Bill to muffle tour buses needs some fine-tuning, residents say
A bill to crack down on loud tour buses may get stuck in the slow lane.
The legislation, which has its first City Council hearing Monday, would require sightseeing buses to install sound systems that pipe the tour guide’s voice through headphones. But to the chagrin of residents craving relief from yapping guides, the regulations wouldn’t fully kick in until 2022.
“I can be dead in 12 years. This is absurd,” said Barbara Backer, a resident of Bleecker Street, where as many as 150 buses jam down the street a day.
About 250 sightseeing buses now ply city streets, according to city figures, with the companies charting dozens of tours day and night. As is, the guides typically stand on top of the double-decker buses and speak through a microphone, with the noise invading people’s homes.
“It’s as if people are talking in your living room. It is really very aggravating,” said Christine Berthet, a resident of Hell’s Kitchen, where buses run dozens of times a day.
City noise code actually outlaws amplified noise from moving vehicles, but enforcing the regulations has been difficult and headphones make for a simpler solution to the noise scourge, said Council Speaker Christine Quinn, who backs the legislation that has been years in the making.
“(The bill) will help prevent those sitting in their living rooms from having a front row seat on passing tour buses,” Quinn said.
Lawmakers said phasing in the regulations more quickly could put the companies out of business, because of the cost of the new equipment.
A spokesman for Gray Line Sightseeing, one of the city’s largest, said none of their buses have headphone systems and declined to comment on the bill.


• TASK REQUIREMENTS
Each record here should be printed again exactly; please leave its pictures out.

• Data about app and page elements
^^^^^^^^^^^^^^^^
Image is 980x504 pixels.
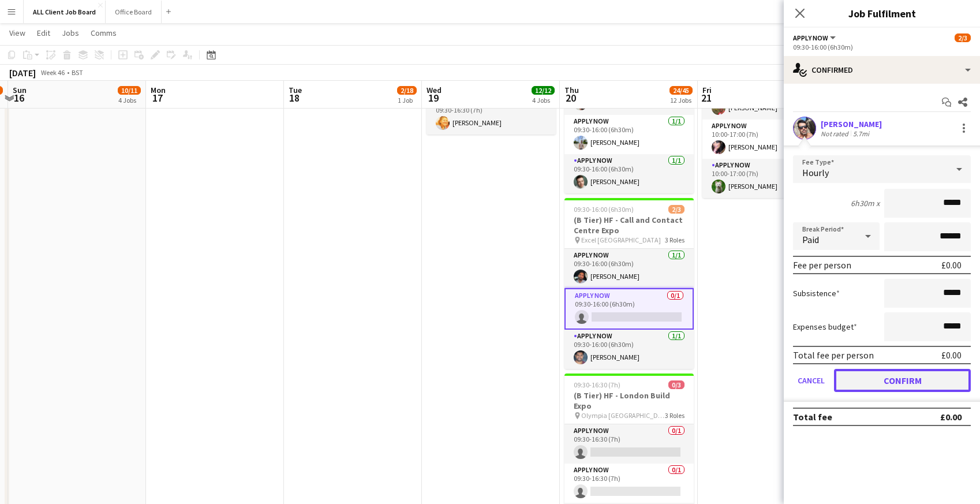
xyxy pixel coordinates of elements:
app-card-role: APPLY NOW1/109:30-16:00 (6h30m)[PERSON_NAME] [564,329,693,369]
span: 2/18 [397,86,417,95]
span: Excel [GEOGRAPHIC_DATA] [581,236,661,244]
app-job-card: 09:30-16:00 (6h30m)3/3(A Tier) HF - B2B Marketing Expo Excel [GEOGRAPHIC_DATA]3 RolesAPPLY NOW1/1... [564,25,693,193]
h3: (B Tier) HF - London Build Expo [564,390,693,411]
button: Office Board [106,1,162,23]
app-card-role: APPLY NOW1/109:30-16:00 (6h30m)[PERSON_NAME] [564,248,693,288]
app-card-role: APPLY NOW0/109:30-16:30 (7h) [564,424,693,463]
div: 1 Job [398,96,416,104]
app-card-role: APPLY NOW1/109:30-16:00 (6h30m)[PERSON_NAME] [564,154,693,193]
span: 24/45 [669,86,692,95]
a: View [5,25,30,40]
span: 2/3 [954,33,971,42]
button: APPLY NOW [792,33,838,42]
span: Edit [37,27,50,38]
span: Comms [91,27,117,38]
div: £0.00 [940,411,962,422]
div: Fee per person [792,259,851,271]
div: 5.7mi [851,129,872,138]
span: 09:30-16:30 (7h) [573,380,620,389]
span: Sun [12,85,27,95]
div: Confirmed [783,56,980,83]
a: Comms [86,25,121,40]
app-card-role: APPLY NOW0/109:30-16:00 (6h30m) [564,288,693,329]
app-card-role: APPLY NOW1/109:30-16:30 (7h)[PERSON_NAME] [427,95,556,134]
button: ALL Client Job Board [23,1,106,23]
app-job-card: 10:00-17:00 (7h)3/3(B Tier) HF - B2B - Vet Show Excel [GEOGRAPHIC_DATA]3 RolesAPPLY NOW1/110:00-1... [702,40,832,198]
div: Not rated [821,129,851,138]
app-card-role: APPLY NOW1/110:00-17:00 (7h)[PERSON_NAME] [702,119,832,158]
span: Thu [564,85,579,95]
h3: (B Tier) HF - Call and Contact Centre Expo [564,215,693,236]
span: Week 46 [38,68,67,77]
div: BST [72,68,83,77]
div: £0.00 [941,349,962,361]
div: 4 Jobs [118,96,140,104]
span: Tue [288,85,302,95]
span: View [9,27,25,38]
div: Total fee per person [792,349,873,361]
button: Cancel [792,369,829,392]
div: £0.00 [941,259,962,271]
span: Hourly [802,167,828,178]
span: 18 [287,91,302,104]
span: 0/3 [668,380,684,389]
span: 17 [149,91,166,104]
app-card-role: APPLY NOW0/109:30-16:30 (7h) [564,463,693,502]
h3: Job Fulfilment [783,6,980,21]
label: Expenses budget [792,322,857,332]
a: Jobs [58,25,83,40]
div: [PERSON_NAME] [821,119,882,129]
span: Wed [427,85,442,95]
span: 3 Roles [665,411,684,419]
span: Paid [802,233,819,245]
label: Subsistence [792,288,840,298]
div: 6h30m x [851,198,879,208]
div: Total fee [792,411,832,422]
span: 12/12 [532,86,554,95]
app-job-card: 09:30-16:00 (6h30m)2/3(B Tier) HF - Call and Contact Centre Expo Excel [GEOGRAPHIC_DATA]3 RolesAP... [564,198,693,369]
span: 16 [11,91,27,104]
span: 10/11 [118,86,141,95]
span: Fri [702,85,712,95]
span: 20 [562,91,579,104]
span: APPLY NOW [792,33,828,42]
span: Mon [151,85,166,95]
span: 09:30-16:00 (6h30m) [573,205,633,213]
span: Jobs [62,27,79,38]
div: 09:30-16:00 (6h30m) [792,42,971,52]
button: Confirm [834,369,971,392]
div: [DATE] [9,67,36,78]
app-card-role: APPLY NOW1/110:00-17:00 (7h)[PERSON_NAME] [702,158,832,198]
span: 2/3 [668,205,684,213]
span: 21 [701,91,712,104]
span: 3 Roles [665,236,684,244]
a: Edit [32,25,55,40]
div: 12 Jobs [670,96,692,104]
app-card-role: APPLY NOW1/109:30-16:00 (6h30m)[PERSON_NAME] [564,115,693,154]
span: 19 [425,91,442,104]
div: 4 Jobs [532,96,554,104]
span: Olympia [GEOGRAPHIC_DATA] [581,411,665,419]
^^^^^^^^^^^^^^^^
• WRITTEN RESPONSE
Image is 980x504 pixels.
xyxy pixel coordinates of elements:
app-card-role: APPLY NOW1/109:30-16:00 (6h30m)[PERSON_NAME] [564,329,693,369]
span: 2/18 [397,86,417,95]
span: Excel [GEOGRAPHIC_DATA] [581,236,661,244]
app-job-card: 09:30-16:00 (6h30m)3/3(A Tier) HF - B2B Marketing Expo Excel [GEOGRAPHIC_DATA]3 RolesAPPLY NOW1/1... [564,25,693,193]
h3: (B Tier) HF - London Build Expo [564,390,693,411]
button: Office Board [106,1,162,23]
app-card-role: APPLY NOW1/109:30-16:00 (6h30m)[PERSON_NAME] [564,248,693,288]
app-card-role: APPLY NOW0/109:30-16:30 (7h) [564,424,693,463]
div: 1 Job [398,96,416,104]
app-card-role: APPLY NOW1/109:30-16:00 (6h30m)[PERSON_NAME] [564,154,693,193]
span: 24/45 [669,86,692,95]
a: View [5,25,30,40]
span: 2/3 [954,33,971,42]
button: APPLY NOW [792,33,838,42]
span: Edit [37,27,50,38]
span: Comms [91,27,117,38]
div: £0.00 [940,411,962,422]
div: Fee per person [792,259,851,271]
div: 5.7mi [851,129,872,138]
span: 09:30-16:30 (7h) [573,380,620,389]
span: Sun [12,85,27,95]
div: Confirmed [783,56,980,83]
a: Comms [86,25,121,40]
app-card-role: APPLY NOW0/109:30-16:00 (6h30m) [564,288,693,329]
app-card-role: APPLY NOW1/109:30-16:30 (7h)[PERSON_NAME] [427,95,556,134]
button: ALL Client Job Board [23,1,106,23]
app-job-card: 10:00-17:00 (7h)3/3(B Tier) HF - B2B - Vet Show Excel [GEOGRAPHIC_DATA]3 RolesAPPLY NOW1/110:00-1... [702,40,832,198]
div: Not rated [821,129,851,138]
app-card-role: APPLY NOW1/110:00-17:00 (7h)[PERSON_NAME] [702,119,832,158]
span: Thu [564,85,579,95]
h3: (B Tier) HF - Call and Contact Centre Expo [564,215,693,236]
span: Week 46 [38,68,67,77]
div: BST [72,68,83,77]
div: £0.00 [941,349,962,361]
div: 4 Jobs [118,96,140,104]
span: Tue [288,85,302,95]
span: View [9,27,25,38]
div: Total fee per person [792,349,873,361]
button: Cancel [792,369,829,392]
div: £0.00 [941,259,962,271]
span: Hourly [802,167,828,178]
span: 18 [287,91,302,104]
span: 0/3 [668,380,684,389]
span: 17 [149,91,166,104]
app-card-role: APPLY NOW0/109:30-16:30 (7h) [564,463,693,502]
h3: Job Fulfilment [783,6,980,21]
label: Expenses budget [792,322,857,332]
a: Jobs [58,25,83,40]
div: [PERSON_NAME] [821,119,882,129]
span: Wed [427,85,442,95]
span: 3 Roles [665,411,684,419]
span: Paid [802,233,819,245]
label: Subsistence [792,288,840,298]
div: 6h30m x [851,198,879,208]
div: Total fee [792,411,832,422]
span: 12/12 [532,86,554,95]
app-job-card: 09:30-16:00 (6h30m)2/3(B Tier) HF - Call and Contact Centre Expo Excel [GEOGRAPHIC_DATA]3 RolesAP... [564,198,693,369]
span: 16 [11,91,27,104]
span: 10/11 [118,86,141,95]
span: Fri [702,85,712,95]
span: 20 [562,91,579,104]
span: APPLY NOW [792,33,828,42]
span: Mon [151,85,166,95]
span: 09:30-16:00 (6h30m) [573,205,633,213]
span: Jobs [62,27,79,38]
div: 09:30-16:00 (6h30m) [792,42,971,52]
button: Confirm [834,369,971,392]
div: [DATE] [9,67,36,78]
app-card-role: APPLY NOW1/110:00-17:00 (7h)[PERSON_NAME] [702,158,832,198]
span: 2/3 [668,205,684,213]
span: 21 [701,91,712,104]
span: 3 Roles [665,236,684,244]
a: Edit [32,25,55,40]
div: 12 Jobs [670,96,692,104]
app-card-role: APPLY NOW1/109:30-16:00 (6h30m)[PERSON_NAME] [564,115,693,154]
span: 19 [425,91,442,104]
div: 4 Jobs [532,96,554,104]
span: Olympia [GEOGRAPHIC_DATA] [581,411,665,419]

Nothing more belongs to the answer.